The goal isn’t a complicated compliance program — it’s a system that makes it easy to answer these questions fast:
- Which technicians hold which certifications?
- Where is the proof?
- What expires next (and when)?
- Who is responsible for renewals and follow-ups?
Step 1: Decide what you’re tracking (shop vs. technician)
Shops often mix facility licensing and technician credentials in one messy sheet. Split them:
- Shop / facility items: business license, state repair registration (where applicable), environmental permits, etc.
- Technician items: ASE certifications, EPA 609, safety training, OEM programs, internal training milestones, etc.
This makes renewals easier because facility items often renew on a different schedule than individual credentials.
Step 2: Track the right fields (minimum viable checklist)
For each technician credential, track these fields (minimum):
- Technician name
- Credential name (be specific: “ASE A5 Brakes” vs “ASE”)
- Credential number (if available)
- Issue date
- Expiration / renewal / recert date (if applicable)
- Status (Current / Expiring / Expired)
- Proof (link to the PDF/photo)
- Notes (scope, internal policy, role alignment)
That’s enough to prevent 90% of “we thought someone had it” problems.
Step 3: Store proof in one place (and link to it)
Proof is where spreadsheets fail. People track dates, but the actual certificate lives in:
- Email threads
- Random phone photos
- Multiple Google Drive folders
- A file cabinet nobody checks
Create a single storage location (Drive folder, internal system, etc.) and make the proof link part of the record. The test is simple: can you pull proof for any technician in under 60 seconds?
Step 4: Use reminders (30/60/90 days is the sweet spot)
Missed renewals happen because reminders show up too late. Use staged reminders:
- 90 days: identify what’s coming due and confirm who owns it
- 60 days: schedule the renewal / test / paperwork
- 30 days: confirm it’s completed and proof is stored
If you only do one reminder, do it at 60 days — it gives you time to react without being “too early.”
Step 5: Set a weekly “compliance check” rhythm
This doesn’t need to be a big meeting. A simple weekly rhythm prevents drift:
- Check what expires in the next 90 days
- Confirm progress on anything in motion
- Verify proof is uploaded for anything completed
The most common tracking mistakes
- Only tracking “Yes/No” instead of the specific credential
- Tracking dates but not storing proof
- Waiting until the deadline week to renew
- No clear owner (everyone assumes someone else is tracking it)
Related resources:
ASE Certification for Auto Repair Shops
EPA 609 Certification for Automotive A/C
Certification Renewal Tracking Checklist
A simpler way to manage certifications
A spreadsheet can work — until it doesn’t. The moment someone forgets to update it, or proof is missing, it breaks down.
Briely helps auto repair shops store proof, track credential dates, and send reminders before certifications slip.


Find how many lines in the material below hold the word "About". Reply with that figure alone.

*** Opening of Provided records ***

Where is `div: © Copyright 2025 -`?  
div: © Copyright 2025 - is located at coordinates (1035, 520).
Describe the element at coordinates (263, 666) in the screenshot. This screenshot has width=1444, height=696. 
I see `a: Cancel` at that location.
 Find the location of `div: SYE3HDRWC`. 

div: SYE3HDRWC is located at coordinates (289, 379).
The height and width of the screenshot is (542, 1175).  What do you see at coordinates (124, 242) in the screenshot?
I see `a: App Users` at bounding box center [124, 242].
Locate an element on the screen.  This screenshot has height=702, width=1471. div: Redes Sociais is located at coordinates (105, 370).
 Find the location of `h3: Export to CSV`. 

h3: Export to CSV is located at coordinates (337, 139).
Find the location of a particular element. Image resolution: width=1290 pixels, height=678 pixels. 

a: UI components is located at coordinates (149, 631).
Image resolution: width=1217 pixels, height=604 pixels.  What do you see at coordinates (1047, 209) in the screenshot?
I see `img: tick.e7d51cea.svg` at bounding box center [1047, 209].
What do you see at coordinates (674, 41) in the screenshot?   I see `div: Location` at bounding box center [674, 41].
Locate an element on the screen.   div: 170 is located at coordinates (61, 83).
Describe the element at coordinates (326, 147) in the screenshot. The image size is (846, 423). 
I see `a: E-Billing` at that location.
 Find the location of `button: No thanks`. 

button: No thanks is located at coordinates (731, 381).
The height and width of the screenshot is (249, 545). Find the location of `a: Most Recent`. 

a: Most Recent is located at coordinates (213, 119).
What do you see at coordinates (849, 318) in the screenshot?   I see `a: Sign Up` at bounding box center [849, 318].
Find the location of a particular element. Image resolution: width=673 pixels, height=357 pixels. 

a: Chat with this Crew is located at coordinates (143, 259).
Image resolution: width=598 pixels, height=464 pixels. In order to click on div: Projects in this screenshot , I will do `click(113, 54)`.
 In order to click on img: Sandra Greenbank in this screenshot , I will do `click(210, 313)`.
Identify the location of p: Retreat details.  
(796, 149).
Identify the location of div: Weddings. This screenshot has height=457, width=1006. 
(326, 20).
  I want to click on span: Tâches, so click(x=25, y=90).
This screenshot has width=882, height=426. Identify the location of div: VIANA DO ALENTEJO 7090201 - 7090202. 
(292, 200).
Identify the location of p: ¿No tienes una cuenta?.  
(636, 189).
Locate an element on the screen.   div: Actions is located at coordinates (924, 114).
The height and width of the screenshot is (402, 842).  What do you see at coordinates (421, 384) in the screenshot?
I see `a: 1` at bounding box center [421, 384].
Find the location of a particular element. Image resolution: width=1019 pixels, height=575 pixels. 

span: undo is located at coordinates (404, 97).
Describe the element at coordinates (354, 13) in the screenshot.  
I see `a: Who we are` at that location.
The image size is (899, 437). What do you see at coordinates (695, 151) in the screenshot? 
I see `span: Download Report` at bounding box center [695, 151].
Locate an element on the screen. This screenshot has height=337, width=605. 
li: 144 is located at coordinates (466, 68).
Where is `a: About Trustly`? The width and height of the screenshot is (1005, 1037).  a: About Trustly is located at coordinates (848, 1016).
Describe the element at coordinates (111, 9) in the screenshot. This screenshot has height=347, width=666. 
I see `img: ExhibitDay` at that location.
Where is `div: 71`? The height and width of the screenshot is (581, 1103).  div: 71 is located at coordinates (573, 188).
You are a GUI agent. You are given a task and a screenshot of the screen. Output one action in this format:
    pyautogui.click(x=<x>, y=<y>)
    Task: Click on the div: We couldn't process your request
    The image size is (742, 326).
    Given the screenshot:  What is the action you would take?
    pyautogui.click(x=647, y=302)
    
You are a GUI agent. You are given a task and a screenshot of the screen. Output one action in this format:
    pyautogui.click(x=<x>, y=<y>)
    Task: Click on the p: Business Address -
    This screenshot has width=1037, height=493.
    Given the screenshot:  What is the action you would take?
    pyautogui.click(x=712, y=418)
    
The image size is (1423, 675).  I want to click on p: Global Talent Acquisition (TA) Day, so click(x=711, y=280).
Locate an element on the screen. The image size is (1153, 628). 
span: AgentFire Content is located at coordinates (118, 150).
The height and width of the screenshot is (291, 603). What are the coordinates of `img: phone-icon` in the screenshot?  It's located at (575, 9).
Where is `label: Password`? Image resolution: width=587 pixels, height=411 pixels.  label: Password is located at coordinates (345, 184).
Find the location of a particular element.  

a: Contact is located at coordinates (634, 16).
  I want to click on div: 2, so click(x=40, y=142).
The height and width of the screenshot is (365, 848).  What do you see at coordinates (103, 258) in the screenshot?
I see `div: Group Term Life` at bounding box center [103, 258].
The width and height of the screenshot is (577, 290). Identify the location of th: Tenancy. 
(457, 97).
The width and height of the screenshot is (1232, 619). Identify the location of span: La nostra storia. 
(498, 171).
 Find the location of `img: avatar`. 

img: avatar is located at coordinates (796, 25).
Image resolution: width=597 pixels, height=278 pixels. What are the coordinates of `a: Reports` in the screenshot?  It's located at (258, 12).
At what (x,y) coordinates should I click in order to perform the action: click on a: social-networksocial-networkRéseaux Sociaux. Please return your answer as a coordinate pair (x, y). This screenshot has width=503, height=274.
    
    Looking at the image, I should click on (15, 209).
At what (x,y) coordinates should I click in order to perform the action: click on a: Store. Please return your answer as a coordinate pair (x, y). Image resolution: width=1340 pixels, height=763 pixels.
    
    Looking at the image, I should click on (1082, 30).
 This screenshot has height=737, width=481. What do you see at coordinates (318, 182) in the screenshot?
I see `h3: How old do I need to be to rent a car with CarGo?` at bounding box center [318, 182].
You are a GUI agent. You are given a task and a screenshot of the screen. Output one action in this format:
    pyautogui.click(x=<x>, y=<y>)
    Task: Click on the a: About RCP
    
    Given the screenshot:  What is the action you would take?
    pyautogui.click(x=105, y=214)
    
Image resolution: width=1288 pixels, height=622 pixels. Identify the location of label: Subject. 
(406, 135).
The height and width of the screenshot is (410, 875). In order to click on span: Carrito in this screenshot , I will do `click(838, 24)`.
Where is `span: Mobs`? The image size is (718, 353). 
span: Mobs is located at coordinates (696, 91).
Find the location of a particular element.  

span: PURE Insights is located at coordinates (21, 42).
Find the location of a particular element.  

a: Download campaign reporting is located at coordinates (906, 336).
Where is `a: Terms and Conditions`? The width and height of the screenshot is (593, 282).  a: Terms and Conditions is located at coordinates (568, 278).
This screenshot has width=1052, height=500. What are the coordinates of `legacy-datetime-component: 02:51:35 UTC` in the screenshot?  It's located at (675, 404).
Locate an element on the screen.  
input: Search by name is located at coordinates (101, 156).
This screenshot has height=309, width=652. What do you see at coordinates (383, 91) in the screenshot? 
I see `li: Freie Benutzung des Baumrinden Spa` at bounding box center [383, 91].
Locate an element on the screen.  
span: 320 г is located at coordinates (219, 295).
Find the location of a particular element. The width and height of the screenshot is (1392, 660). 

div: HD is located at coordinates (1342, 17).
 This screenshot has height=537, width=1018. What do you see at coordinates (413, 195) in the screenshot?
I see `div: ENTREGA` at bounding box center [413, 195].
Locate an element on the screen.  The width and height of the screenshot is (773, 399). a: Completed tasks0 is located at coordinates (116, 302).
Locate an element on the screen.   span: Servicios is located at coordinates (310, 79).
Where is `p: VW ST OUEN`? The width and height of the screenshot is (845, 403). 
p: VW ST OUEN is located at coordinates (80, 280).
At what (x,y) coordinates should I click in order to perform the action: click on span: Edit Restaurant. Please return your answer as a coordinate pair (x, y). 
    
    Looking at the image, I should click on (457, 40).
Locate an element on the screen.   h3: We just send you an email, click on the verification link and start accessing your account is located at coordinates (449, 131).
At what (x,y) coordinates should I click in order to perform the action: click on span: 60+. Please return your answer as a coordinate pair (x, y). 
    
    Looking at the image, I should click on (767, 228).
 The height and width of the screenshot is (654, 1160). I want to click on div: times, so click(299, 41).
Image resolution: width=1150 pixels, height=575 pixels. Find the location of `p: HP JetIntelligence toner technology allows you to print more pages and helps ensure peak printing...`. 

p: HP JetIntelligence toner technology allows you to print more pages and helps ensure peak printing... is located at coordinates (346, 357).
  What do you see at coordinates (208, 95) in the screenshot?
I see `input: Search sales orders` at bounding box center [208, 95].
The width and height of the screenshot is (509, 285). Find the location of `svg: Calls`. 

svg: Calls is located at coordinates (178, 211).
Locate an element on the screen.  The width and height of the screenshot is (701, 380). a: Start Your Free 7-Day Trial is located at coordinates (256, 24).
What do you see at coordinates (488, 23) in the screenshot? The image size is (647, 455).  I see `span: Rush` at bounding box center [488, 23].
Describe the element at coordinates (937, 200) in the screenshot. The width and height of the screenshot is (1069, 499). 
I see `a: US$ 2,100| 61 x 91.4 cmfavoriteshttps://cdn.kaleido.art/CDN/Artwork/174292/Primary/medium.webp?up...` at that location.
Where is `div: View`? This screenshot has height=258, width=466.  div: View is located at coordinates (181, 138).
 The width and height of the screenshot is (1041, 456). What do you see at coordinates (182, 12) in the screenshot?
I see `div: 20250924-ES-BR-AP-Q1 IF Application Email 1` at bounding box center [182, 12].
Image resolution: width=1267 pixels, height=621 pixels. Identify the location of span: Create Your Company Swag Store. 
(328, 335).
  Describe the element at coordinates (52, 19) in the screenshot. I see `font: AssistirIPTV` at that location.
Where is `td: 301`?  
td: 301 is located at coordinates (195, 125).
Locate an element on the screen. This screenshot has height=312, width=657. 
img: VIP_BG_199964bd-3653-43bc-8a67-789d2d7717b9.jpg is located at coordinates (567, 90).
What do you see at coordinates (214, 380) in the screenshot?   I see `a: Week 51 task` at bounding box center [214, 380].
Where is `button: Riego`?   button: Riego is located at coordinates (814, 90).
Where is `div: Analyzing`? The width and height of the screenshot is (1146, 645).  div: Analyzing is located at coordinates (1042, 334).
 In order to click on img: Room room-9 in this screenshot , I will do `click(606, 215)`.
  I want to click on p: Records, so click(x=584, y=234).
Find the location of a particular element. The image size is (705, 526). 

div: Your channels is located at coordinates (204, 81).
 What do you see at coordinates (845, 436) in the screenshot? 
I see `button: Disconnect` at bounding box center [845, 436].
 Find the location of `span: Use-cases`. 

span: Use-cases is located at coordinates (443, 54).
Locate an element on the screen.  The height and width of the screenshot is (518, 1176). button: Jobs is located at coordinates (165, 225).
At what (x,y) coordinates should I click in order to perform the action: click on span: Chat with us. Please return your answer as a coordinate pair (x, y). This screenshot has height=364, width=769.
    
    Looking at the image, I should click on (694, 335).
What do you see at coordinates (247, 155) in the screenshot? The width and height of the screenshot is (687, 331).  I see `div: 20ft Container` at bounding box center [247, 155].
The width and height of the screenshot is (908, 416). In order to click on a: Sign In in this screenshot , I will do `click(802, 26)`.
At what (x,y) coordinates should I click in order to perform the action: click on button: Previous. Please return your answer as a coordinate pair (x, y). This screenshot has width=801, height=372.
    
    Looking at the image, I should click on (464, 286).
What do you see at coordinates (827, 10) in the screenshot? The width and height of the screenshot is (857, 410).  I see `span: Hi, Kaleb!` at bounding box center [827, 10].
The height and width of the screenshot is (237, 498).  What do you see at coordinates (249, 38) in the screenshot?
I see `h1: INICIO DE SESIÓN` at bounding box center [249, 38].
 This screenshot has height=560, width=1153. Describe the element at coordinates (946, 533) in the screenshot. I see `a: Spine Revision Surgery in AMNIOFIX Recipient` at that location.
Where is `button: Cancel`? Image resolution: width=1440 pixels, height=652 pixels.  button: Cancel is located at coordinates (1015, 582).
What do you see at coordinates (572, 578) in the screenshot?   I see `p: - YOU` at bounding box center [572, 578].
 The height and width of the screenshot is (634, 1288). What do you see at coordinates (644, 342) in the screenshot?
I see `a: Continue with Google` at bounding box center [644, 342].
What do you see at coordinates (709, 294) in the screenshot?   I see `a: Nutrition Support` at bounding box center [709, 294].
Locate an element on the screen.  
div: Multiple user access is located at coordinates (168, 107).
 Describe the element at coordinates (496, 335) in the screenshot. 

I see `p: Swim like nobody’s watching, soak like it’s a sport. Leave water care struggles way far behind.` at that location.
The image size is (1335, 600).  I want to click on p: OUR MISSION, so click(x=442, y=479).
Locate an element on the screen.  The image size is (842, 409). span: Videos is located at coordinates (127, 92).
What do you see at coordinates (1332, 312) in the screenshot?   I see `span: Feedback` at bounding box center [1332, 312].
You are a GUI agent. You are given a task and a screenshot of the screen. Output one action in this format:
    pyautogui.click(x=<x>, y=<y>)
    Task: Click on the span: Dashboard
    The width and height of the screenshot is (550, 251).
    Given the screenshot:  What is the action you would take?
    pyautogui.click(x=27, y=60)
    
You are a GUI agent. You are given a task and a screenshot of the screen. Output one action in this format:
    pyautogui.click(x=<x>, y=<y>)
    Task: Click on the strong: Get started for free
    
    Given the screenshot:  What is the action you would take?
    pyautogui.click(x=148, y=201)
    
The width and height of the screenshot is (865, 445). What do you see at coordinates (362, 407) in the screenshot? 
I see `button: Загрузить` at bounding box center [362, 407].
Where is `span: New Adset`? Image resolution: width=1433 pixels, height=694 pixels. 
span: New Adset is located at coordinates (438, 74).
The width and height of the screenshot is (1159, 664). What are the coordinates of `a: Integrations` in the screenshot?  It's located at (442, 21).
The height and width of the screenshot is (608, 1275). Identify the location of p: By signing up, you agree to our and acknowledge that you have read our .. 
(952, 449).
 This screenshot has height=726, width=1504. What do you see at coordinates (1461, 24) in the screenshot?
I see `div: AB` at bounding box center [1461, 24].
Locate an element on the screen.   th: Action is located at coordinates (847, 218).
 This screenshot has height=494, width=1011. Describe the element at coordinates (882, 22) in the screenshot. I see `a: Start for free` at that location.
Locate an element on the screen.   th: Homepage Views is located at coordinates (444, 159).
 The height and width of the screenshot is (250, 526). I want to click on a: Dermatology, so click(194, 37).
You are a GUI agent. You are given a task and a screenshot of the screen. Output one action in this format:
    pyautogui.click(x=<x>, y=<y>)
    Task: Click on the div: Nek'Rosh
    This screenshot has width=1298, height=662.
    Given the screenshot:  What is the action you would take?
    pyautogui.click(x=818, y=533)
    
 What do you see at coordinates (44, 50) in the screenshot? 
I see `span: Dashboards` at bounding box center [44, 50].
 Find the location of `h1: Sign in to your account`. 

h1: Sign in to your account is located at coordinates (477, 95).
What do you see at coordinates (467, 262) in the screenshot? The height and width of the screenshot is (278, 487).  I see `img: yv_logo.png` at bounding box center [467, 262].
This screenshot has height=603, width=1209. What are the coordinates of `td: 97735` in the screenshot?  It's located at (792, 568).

*** Close of Provided records ***

_Answer to this exercise_
2